RSMB is the tool for:
- Adding motion blur to video footage that was shot at a too-high shutter speed (the "video look" problem)
- Creating motion blur on 3D renders or CGI that do not include it natively
- Matching motion blur between layers of mixed-origin footage (live action + animated graphics)
Native AE motion blur is free and appropriate for all animated layers. RSMB is a paid plugin (~$100) appropriate for footage-based motion blur work. They solve different problems.
Performance: Getting Motion Blur Without Killing Your Timeline
Motion blur is one of the most render-intensive features in After Effects. A 100-frame render with 16-sample motion blur on multiple layers takes far longer than the same render without blur. Here is how to manage the performance cost.
Only Enable Blur on Layers That Need It
The motion blur layer switch is per-layer. Enable it only on layers with fast movement. Static layers, slow-moving elements, and background elements rarely need motion blur. Disabling it on layers where it does not contribute saves meaningful render time on complex compositions.
Use Draft Mode During Building
Under After Effects Composition Settings > Advanced > Motion Blur, there is a "Samples Per Frame (Draft)" setting separate from the final render setting. Keep draft samples at 4-8 during composition work. Switch to full samples (16-32) only when rendering finals. Draft mode previews give you a good approximation at much faster preview speeds.

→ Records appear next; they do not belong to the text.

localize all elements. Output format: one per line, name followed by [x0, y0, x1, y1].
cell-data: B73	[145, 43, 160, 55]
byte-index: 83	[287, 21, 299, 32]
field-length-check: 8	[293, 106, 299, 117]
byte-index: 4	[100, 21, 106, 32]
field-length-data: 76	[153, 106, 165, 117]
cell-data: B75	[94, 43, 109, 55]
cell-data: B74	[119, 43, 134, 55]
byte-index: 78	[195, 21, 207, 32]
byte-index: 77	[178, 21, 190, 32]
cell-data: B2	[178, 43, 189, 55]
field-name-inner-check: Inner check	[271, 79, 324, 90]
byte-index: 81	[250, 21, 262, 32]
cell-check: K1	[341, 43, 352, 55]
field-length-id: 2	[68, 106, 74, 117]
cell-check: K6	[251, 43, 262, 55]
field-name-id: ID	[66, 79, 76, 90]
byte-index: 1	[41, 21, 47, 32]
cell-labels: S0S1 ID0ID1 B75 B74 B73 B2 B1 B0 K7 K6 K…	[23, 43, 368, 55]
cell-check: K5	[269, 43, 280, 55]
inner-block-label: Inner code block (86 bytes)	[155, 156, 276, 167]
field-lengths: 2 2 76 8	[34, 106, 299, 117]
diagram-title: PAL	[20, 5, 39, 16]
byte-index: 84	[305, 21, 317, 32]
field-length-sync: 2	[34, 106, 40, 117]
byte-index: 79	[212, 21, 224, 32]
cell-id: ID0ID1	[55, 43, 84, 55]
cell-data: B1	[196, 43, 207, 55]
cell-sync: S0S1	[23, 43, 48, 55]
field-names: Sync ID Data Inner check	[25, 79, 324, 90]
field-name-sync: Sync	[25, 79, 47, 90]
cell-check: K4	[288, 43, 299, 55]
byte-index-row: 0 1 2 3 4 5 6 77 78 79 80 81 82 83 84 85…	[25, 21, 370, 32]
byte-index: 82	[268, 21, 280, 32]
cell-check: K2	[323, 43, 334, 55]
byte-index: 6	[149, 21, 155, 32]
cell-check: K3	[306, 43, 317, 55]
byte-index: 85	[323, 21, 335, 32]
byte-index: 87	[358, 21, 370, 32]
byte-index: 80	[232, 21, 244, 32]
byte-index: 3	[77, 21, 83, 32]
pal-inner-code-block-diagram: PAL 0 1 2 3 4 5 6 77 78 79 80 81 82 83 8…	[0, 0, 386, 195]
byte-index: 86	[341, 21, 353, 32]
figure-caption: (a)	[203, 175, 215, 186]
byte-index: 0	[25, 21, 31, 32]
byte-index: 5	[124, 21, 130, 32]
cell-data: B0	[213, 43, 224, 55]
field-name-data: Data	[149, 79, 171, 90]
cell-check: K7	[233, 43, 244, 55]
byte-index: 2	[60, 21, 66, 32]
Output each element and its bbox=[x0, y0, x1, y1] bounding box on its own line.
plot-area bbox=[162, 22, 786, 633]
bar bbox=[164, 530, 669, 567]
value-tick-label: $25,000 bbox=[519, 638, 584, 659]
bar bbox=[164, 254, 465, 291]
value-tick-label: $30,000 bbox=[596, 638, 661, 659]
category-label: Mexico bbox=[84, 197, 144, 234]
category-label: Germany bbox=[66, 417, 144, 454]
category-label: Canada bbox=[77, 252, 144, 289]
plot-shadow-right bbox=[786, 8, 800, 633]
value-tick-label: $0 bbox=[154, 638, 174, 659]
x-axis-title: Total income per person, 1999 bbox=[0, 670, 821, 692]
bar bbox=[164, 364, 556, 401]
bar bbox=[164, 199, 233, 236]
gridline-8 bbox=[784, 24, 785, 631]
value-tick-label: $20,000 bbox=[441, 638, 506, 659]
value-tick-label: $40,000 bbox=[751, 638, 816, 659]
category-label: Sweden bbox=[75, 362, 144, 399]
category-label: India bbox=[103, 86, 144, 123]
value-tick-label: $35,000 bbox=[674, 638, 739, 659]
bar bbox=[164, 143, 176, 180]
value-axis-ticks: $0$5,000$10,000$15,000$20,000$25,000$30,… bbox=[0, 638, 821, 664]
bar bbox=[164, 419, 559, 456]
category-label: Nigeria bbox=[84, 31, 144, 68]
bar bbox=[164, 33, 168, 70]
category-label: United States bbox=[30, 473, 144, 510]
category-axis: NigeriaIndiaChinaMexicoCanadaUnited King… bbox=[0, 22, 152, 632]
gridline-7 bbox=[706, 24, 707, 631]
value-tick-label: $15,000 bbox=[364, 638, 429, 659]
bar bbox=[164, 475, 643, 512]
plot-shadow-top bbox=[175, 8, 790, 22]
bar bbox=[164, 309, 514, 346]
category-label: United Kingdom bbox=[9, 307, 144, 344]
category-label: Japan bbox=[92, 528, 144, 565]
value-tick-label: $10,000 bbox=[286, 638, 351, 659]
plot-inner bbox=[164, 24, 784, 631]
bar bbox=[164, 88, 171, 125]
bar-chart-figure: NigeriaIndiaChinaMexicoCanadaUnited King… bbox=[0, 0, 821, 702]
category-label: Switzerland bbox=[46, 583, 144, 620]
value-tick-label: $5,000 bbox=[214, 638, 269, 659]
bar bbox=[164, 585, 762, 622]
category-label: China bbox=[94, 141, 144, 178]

Keep Samples Per Frame at 16 Unless You Have a Reason to Go Higher
32 samples is better than 16. The question is whether your deadline and render time can accommodate it. For most social and web delivery work, 16 samples is imperceptible from 32 in the final compressed output. For broadcast and film output where render quality is the top priority, use 32.

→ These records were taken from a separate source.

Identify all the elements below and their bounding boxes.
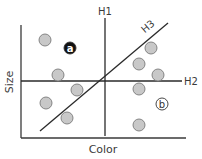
data-point xyxy=(40,97,52,109)
hyperplane-diagram: H1H2H3 ab Color Size xyxy=(0,0,202,159)
y-axis-label: Size xyxy=(3,70,16,93)
hyperplane-label-h1: H1 xyxy=(98,6,112,17)
data-point xyxy=(52,69,64,81)
data-point xyxy=(61,112,73,124)
x-axis-label: Color xyxy=(89,143,118,156)
data-point xyxy=(133,83,145,95)
data-point xyxy=(39,34,51,46)
hyperplane-label-h2: H2 xyxy=(184,76,198,87)
data-point xyxy=(71,84,83,96)
hyperplane-label-h3: H3 xyxy=(139,18,157,35)
data-point xyxy=(145,42,157,54)
data-point xyxy=(133,119,145,131)
data-point xyxy=(133,58,145,70)
labeled-point-label-b: b xyxy=(159,99,165,110)
data-point xyxy=(152,69,164,81)
labeled-point-label-a: a xyxy=(67,43,74,54)
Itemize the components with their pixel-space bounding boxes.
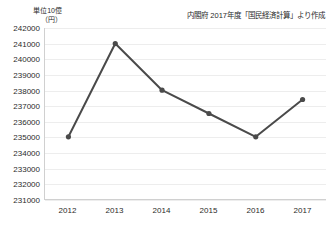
- data-point-marker: [66, 134, 71, 139]
- y-axis-tick-label: 235000: [0, 133, 40, 142]
- x-axis-tick-label: 2015: [200, 206, 218, 215]
- series-layer: [45, 28, 326, 199]
- x-axis-tick-label: 2014: [153, 206, 171, 215]
- y-axis-tick-label: 232000: [0, 180, 40, 189]
- data-point-marker: [253, 134, 258, 139]
- y-axis-tick-label: 237000: [0, 102, 40, 111]
- x-axis-tick-label: 2013: [106, 206, 124, 215]
- data-point-marker: [300, 97, 305, 102]
- source-annotation: 内閣府 2017年度「国民経済計算」より作成: [187, 9, 325, 20]
- y-axis-tick-label: 236000: [0, 117, 40, 126]
- x-axis-tick-label: 2016: [247, 206, 265, 215]
- series-markers: [66, 41, 305, 139]
- y-axis-tick-label: 234000: [0, 149, 40, 158]
- gridline: [45, 200, 326, 201]
- y-axis-tick-label: 239000: [0, 70, 40, 79]
- bottom-clipped-row: [0, 230, 331, 237]
- x-axis-tick-label: 2017: [294, 206, 312, 215]
- data-point-marker: [113, 41, 118, 46]
- y-axis-unit-label: 単位10億 （円）: [4, 6, 62, 24]
- y-axis-tick-label: 238000: [0, 86, 40, 95]
- series-line-gdp: [68, 44, 302, 137]
- line-chart: 単位10億 （円） 内閣府 2017年度「国民経済計算」より作成 2420002…: [0, 0, 331, 237]
- data-point-marker: [206, 111, 211, 116]
- y-axis-tick-label: 233000: [0, 164, 40, 173]
- data-point-marker: [159, 88, 164, 93]
- plot-area: [44, 28, 326, 200]
- y-axis-tick-label: 231000: [0, 196, 40, 205]
- y-axis-tick-label: 241000: [0, 39, 40, 48]
- y-axis-tick-label: 242000: [0, 24, 40, 33]
- x-axis-tick-label: 2012: [59, 206, 77, 215]
- y-axis-tick-label: 240000: [0, 55, 40, 64]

Render Without Motion Blur Then Re-Enable
If your final deadline is close and a complex comp is taking too long to render, temporarily disable the composition-level motion blur switch, render a draft, review the cut, then re-enable for the final output pass. This lets you review timing and content quickly before committing to full-quality render time.
When Not to Use Motion Blur
Motion blur is not appropriate for everything. Knowing when to leave it off is as important as knowing how to apply it.
- UI and data visualizations where precise frame-by-frame clarity matters. Blurring a bar graph as it animates obscures the data.
- Very slow animations where the layer barely moves per frame. A layer moving 2px per frame will show almost no blur regardless of settings. Adding blur adds render time without visible benefit.
- Certain stylized motion graphics where the sharp, stacked-frame look is intentional. Some design styles use the lack of motion blur as a visual signature.
- Freeze frames and holds. A layer on a Hold keyframe does not move. Motion blur on a non-moving layer does nothing except waste render samples.
Frequently Asked Questions
Why does my motion blur look striped or banded?
Striped blur means your Samples Per Frame is too low for the speed of movement. The samples are far enough apart that you can see individual ghost frames rather than a smooth smear. Increase samples per frame in Composition Settings > Advanced. For very fast movement, 32 samples is often necessary for a clean result.
My motion blur is on but the preview is not showing it. Why?
Check both switches. The layer-level motion blur switch and the composition-level master switch must both be enabled. One off, and blur does not appear. After Effects RAM preview also has a preview resolution setting that can affect whether blur appears at low resolutions.
Does motion blur work on 3D layers differently than 2D?
The mechanics are the same. AE samples the 3D layer's position and rotation changes over the frame interval, just like a 2D layer. The main difference is that 3D layers have more axes of movement (Z depth, rotations in X and Y), so blur can appear in all three dimensions simultaneously. The same shutter angle and samples settings apply.